Rue checked the time in her suit's HUD. "They appeared much closer to here than we did," she said. "Crisler's ships may reach us before our interceptors reach them. In which case, he's got both us and the construction shack as hostages. No, we've got to get back to our own ship and get out of here."
But we'll go through the shack if we can, she told herself. I won't leave Corinna and Evan behind if there's any way to get to them.
TEN MINUTES LATER they crowded into an airlock above the collapsed levels of the habitat. They had encountered no more resistance on their way here; it seemed that Crisler's people were spread out, perhaps mostly in the construction shack. If there was a way to get up past the hub and down to the other habitat without being lasered, they might well have been able to take over the Banshee. The hardened defenses of the starship were too strong, though.

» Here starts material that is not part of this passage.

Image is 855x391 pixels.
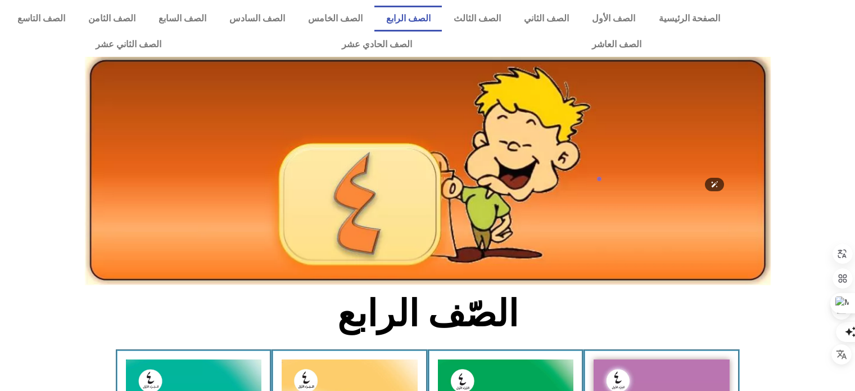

Rue undogged the cover over a small quartz window and gawked up through it. "Yeah, there they are. See?" She stepped back and let Barendts look.
"Big black plates," he said. "Halfway up the cables. What the hell are those?"
"Antimatter generators," said Rue. She'd heard all about this stuff from a scientist who'd chatted her up shortly after they embarked for the Envy. "The Banshee can direct the particle stream coming in from the ramscoop through those tungsten plates. The radiation mostly just heats the plates on the way through, but a tiny fraction gets converted to antimatter and collected with magnets. That way, the Banshee can replenish her antimatter supply just by, say, orbiting close around a star and turning on the ramscoop."
"So?" said Barendts. "What's the point?"
"The point is those plates are designed to be put in the way of energy beams. The Banshee's lasers aren't going to get through one."
Barendts nodded. "So if we cut one loose…"
"Exactly. Do you think we can get there outside?"
Barendts shook his head. "We'll have to go up the elevator shaft." The shaft was an inflated tunnel that paralleled the cables, joining the habitat to the central hub of the ship.
"All right, let's do it."
They piled out of the airlock. A set of elevator doors faced the airlock in the attic of the habitat. Two of her men set to prying the doors open.
Blair was pacing up and down, trying to get comfortable in his suit. They'd taken suits from the tasered R.E. soldiers for both Blair and Rebecca. Blair's was too small.
Something behind the door broke and they slid open. Barendts jogged over and stuck a mirror on a pole out into the shaft. He examined it for a few seconds, then said, "There are autoguns in there. Antipersonnel tasers, I think."